Interception City can't roam around and devour weaker urban realms, but it's heavily fortified against assaults. In a world that vaguely recalls the cartoonish militancy of Advance Wars, the human race faces a seemingly unstoppable threat from extradimensional monsters. Commanding the last known refuge of civilization, the player directs the city's defenses by placing and upgrading weapons and barriers, while getting little glimpses into the lives of the officials in charge of this delicate fortress.

When monsters arise and threaten the city, players revolve its perimeter to ward off threats and directly control some heavy weapons.
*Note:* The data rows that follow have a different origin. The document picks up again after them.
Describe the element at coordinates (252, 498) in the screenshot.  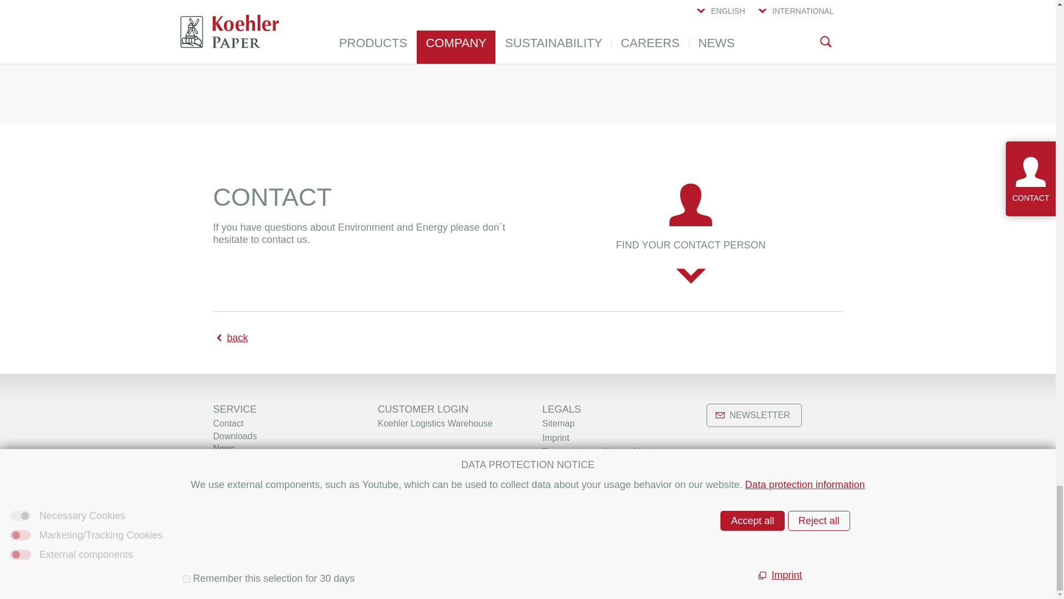
I see `Supplier information` at that location.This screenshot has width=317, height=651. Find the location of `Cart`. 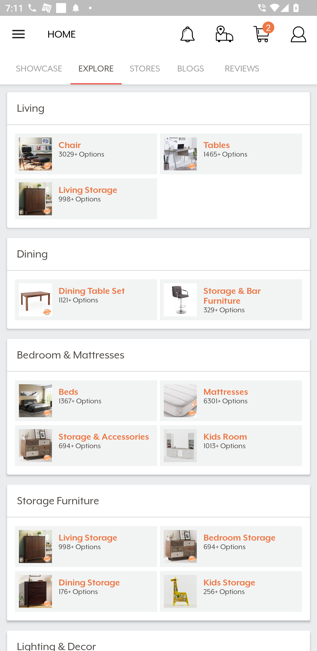

Cart is located at coordinates (261, 34). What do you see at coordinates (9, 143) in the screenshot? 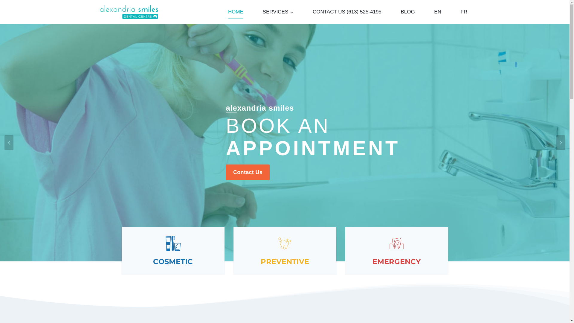
I see `Previous` at bounding box center [9, 143].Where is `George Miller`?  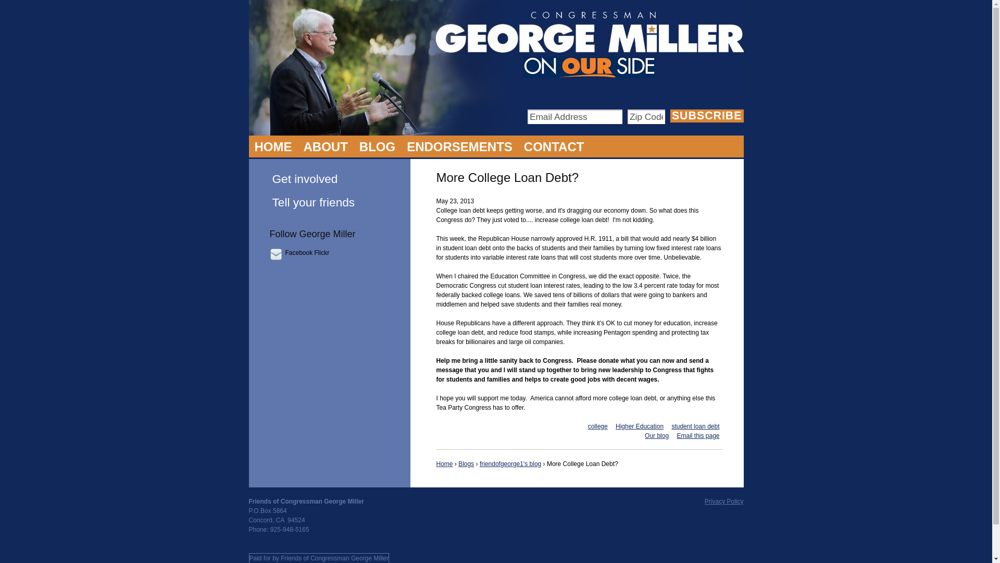
George Miller is located at coordinates (326, 146).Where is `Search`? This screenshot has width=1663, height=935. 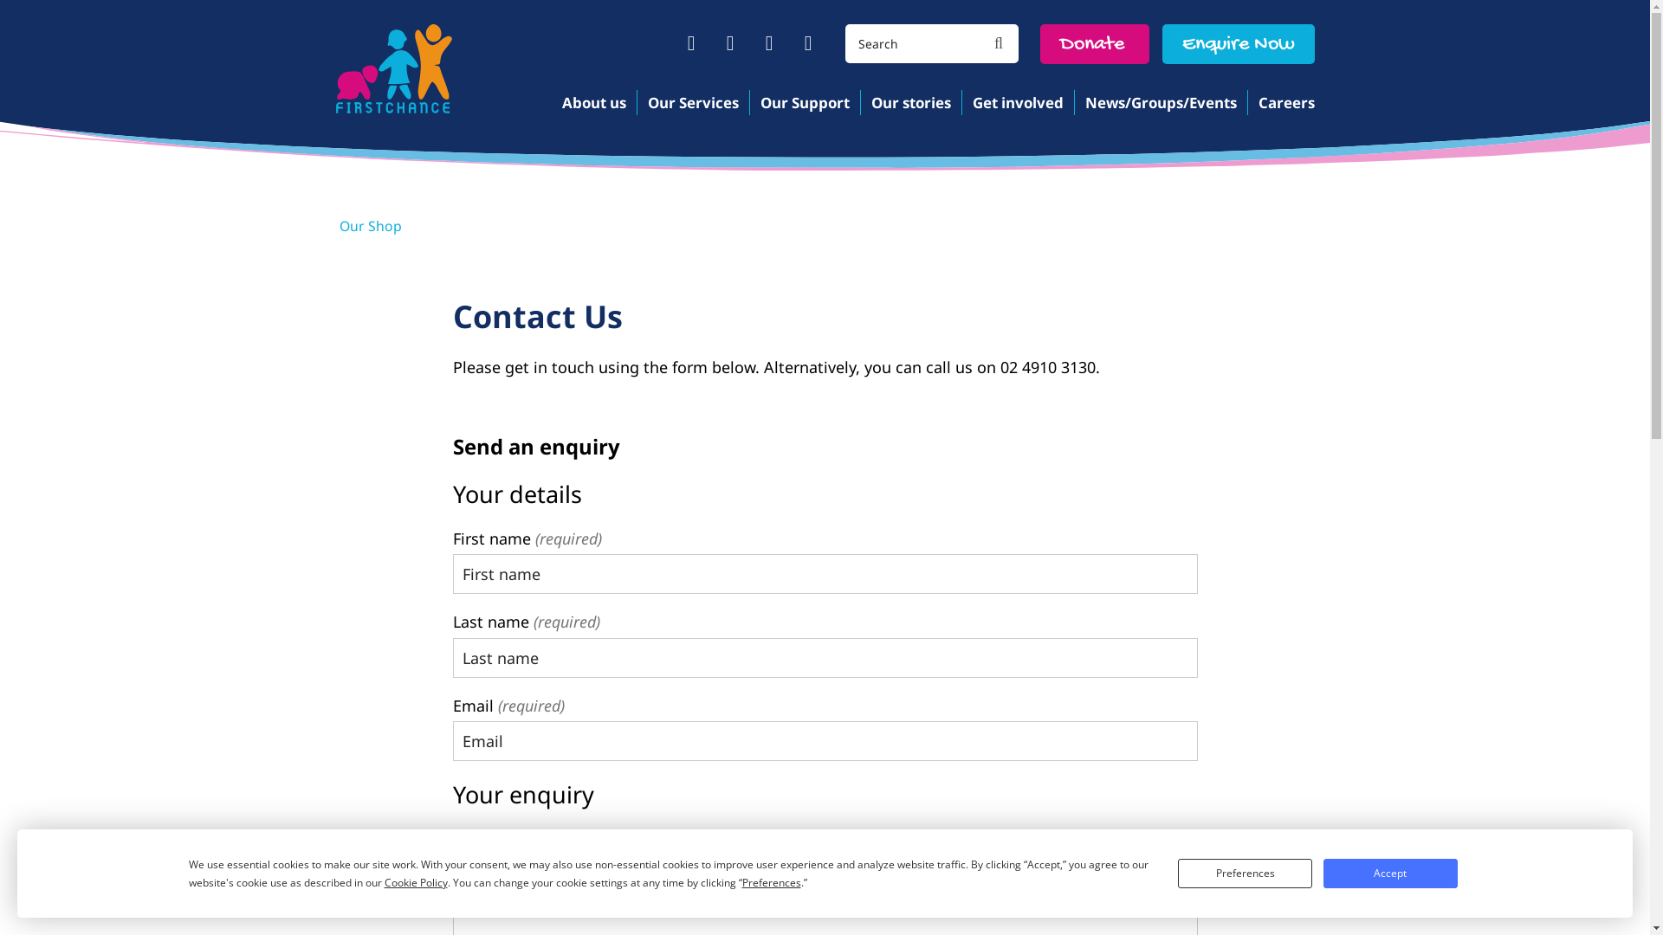 Search is located at coordinates (915, 43).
After overseeing the upkeep of a city, it's satisfying to target attackers in the crosshairs and fire as they swarm the city. As the city successfully defeats its enemies, it expands and toughens up at the player's direction. While the upkeep of the city involves some spreadsheets and municipal guidelines, the battles come together with a colorful panache. It hardly hurts that the monster designs are the work of Gravity Rush artist Takeshi Oga.

Import Barrier: Some of the more intricate points of city defense require Japanese knowledge…or some patient trial-and-error.
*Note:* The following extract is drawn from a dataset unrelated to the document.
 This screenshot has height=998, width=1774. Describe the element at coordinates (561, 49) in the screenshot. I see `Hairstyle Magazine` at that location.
Domestic Release: No one's picked up Metropolis Defenders just yet, but it's had a good share of attention in the English-speaking press. It's the sort of intriguing genre crossbreed that nicely rounds out a niche publisher's catalog.

Best Name: Lovelock, the artillery commander. I assume he's named after James Lovelock, originator of the Gaia Hypothesis. That would be strangely fitting.

NEXT WEEK'S RELEASES

XBLAZE LOST: MEMORIES
Developer: Arc System Works
Publisher: Aksys Games
Platform: PS Vita / PlayStation 3
Release Date: August 11
Squirrel Girl: Not Marvel, Perhaps Not Here
MSRP: $39.99

Setting off on your own, Xblaze? You started off as an off-shoot of BlazBlue, but now you have a sequel and you're all grown up. Xblaze Lost: Memories isn't really about the BlazBlue series proper, as you'll see little of the disdainful vampire heiresses or self-aggrandizing, nail-wielding ninja superheroes from the fighting games. Instead there's a lineup of magicians, warriors, and intrepid schoolkids hashing things out some 150 years before the events of BlazBlue. And Lost: Memories plunges right into it.
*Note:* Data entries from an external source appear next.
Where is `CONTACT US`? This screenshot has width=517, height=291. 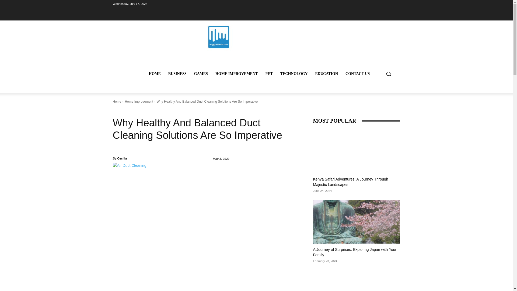 CONTACT US is located at coordinates (357, 74).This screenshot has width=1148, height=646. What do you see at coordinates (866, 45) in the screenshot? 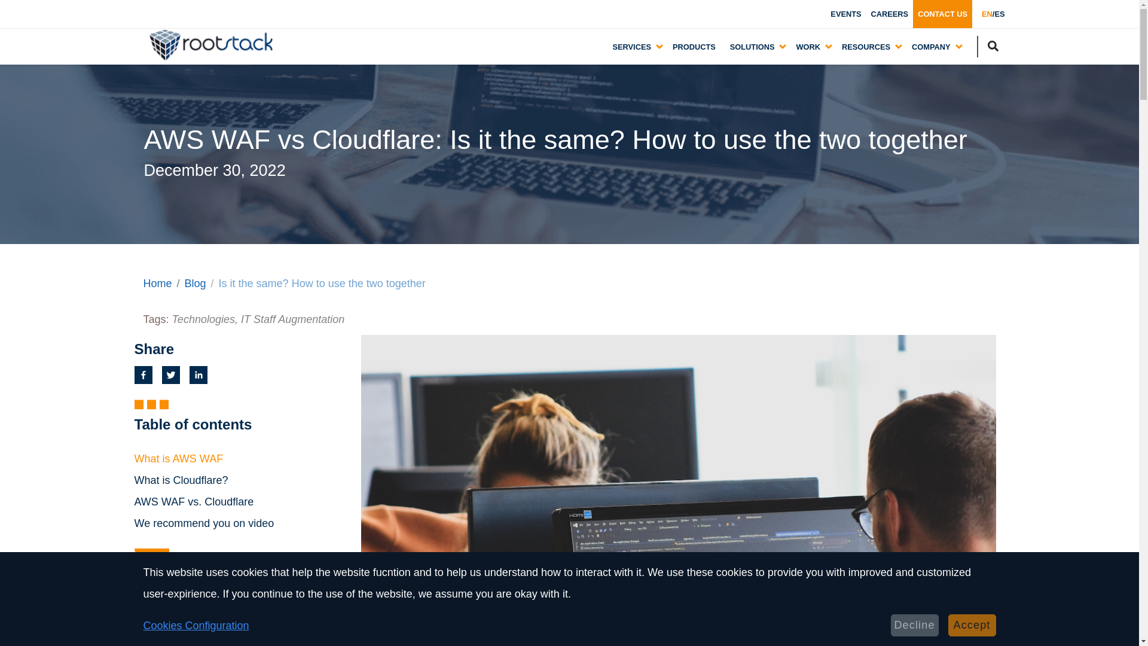
I see `RESOURCES` at bounding box center [866, 45].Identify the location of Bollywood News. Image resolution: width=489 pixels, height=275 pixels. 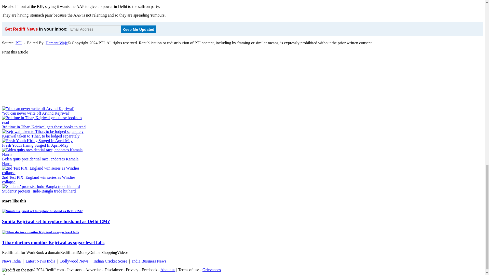
(74, 261).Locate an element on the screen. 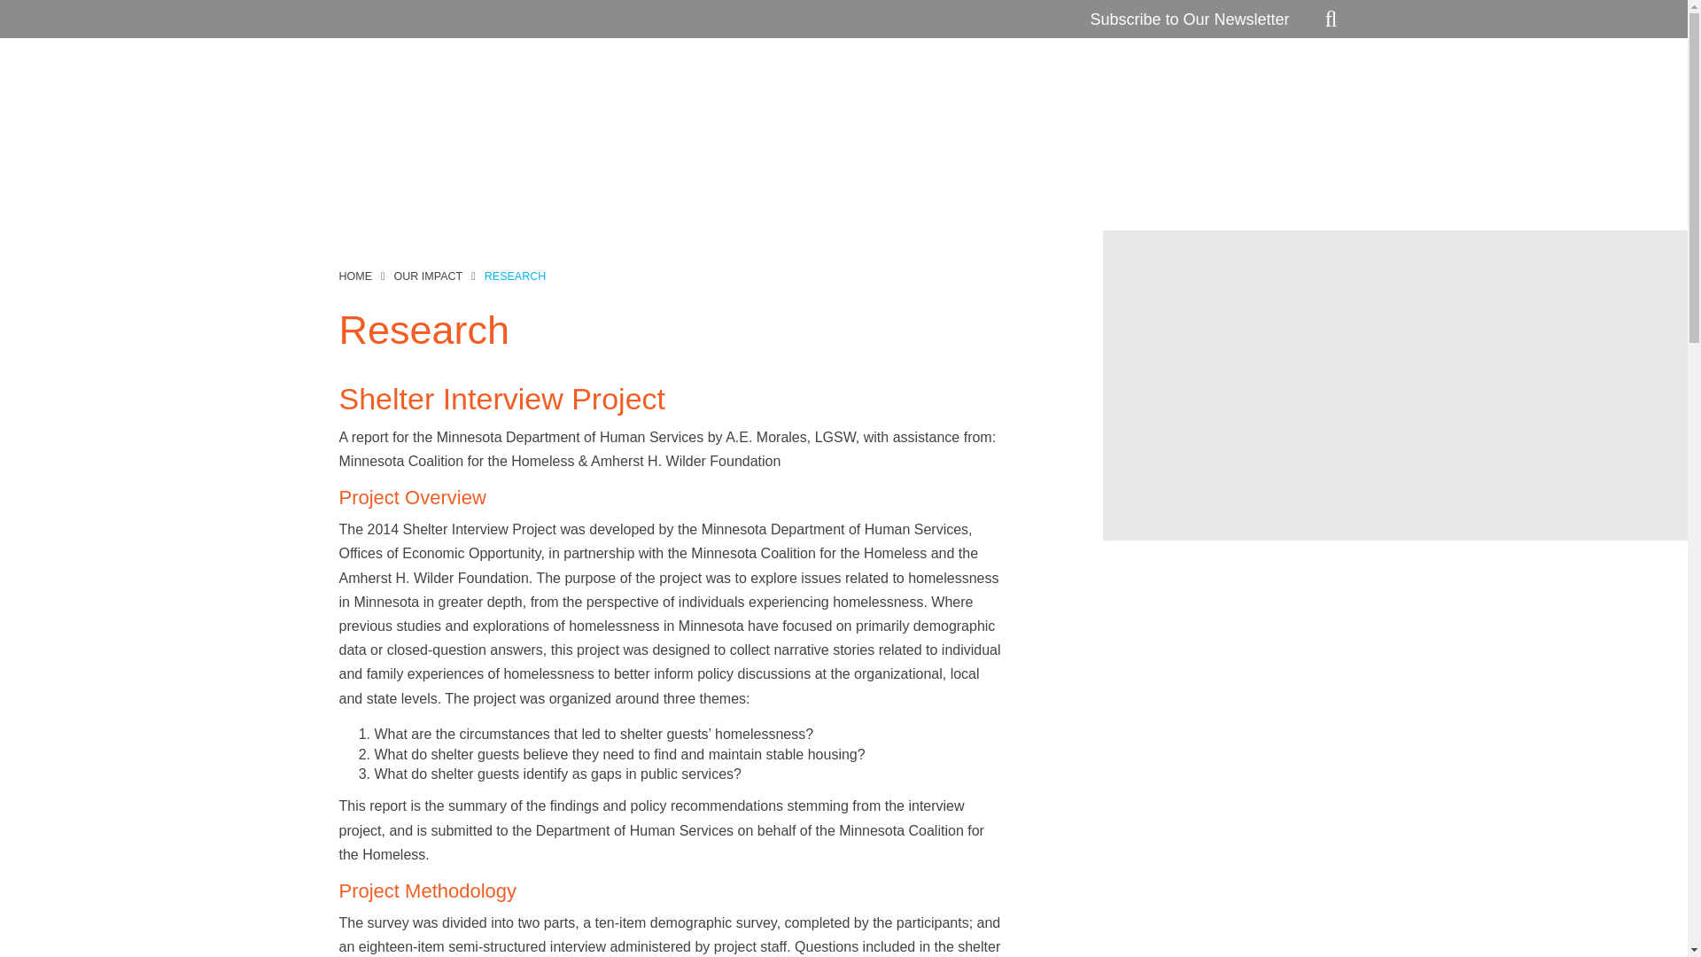  About us is located at coordinates (872, 89).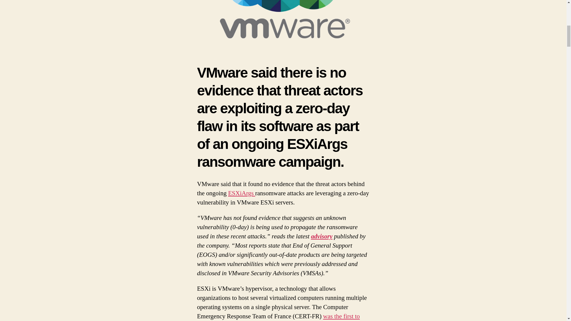  I want to click on advisory, so click(322, 236).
Xblaze Lost: Memories stars a young woman with a rotten family life wracked by her father's bizarre experiments. It's left her with an eyepatch as well as the same voice actress and hair color as BlazBlue's Konoe, but that's probably coincidental. After digging too deep into her own backstory, she awakens in a mysterious inter-dimensional realm, befriends an equally mysterious woman named Nobody, and takes on the moniker of “Me.” She's swiftly pushed into plotlines with characters from the original Xblaze Code: Embryo, often seeing events from the first game with a new viewpoint.

While Code: Embryo unfolded like a visual novel most of the time, Lost: Memories mixes other perspectives with its conversations and character portraits. The player guides “Me” through pixel dungeons from an overhead view. Here she evades traps and enemies while gathering Memory Fragments, which Nobody can change into more useful Memory Crystals that correspond to different characters. Before she'll do that, however, Nobody asks the player trivia questions while she and “Me” cavort in big-headed, ultra-flat form. It's still a visual novel much of the time, so players should prepare for a lot of talking—even inside the dungeons.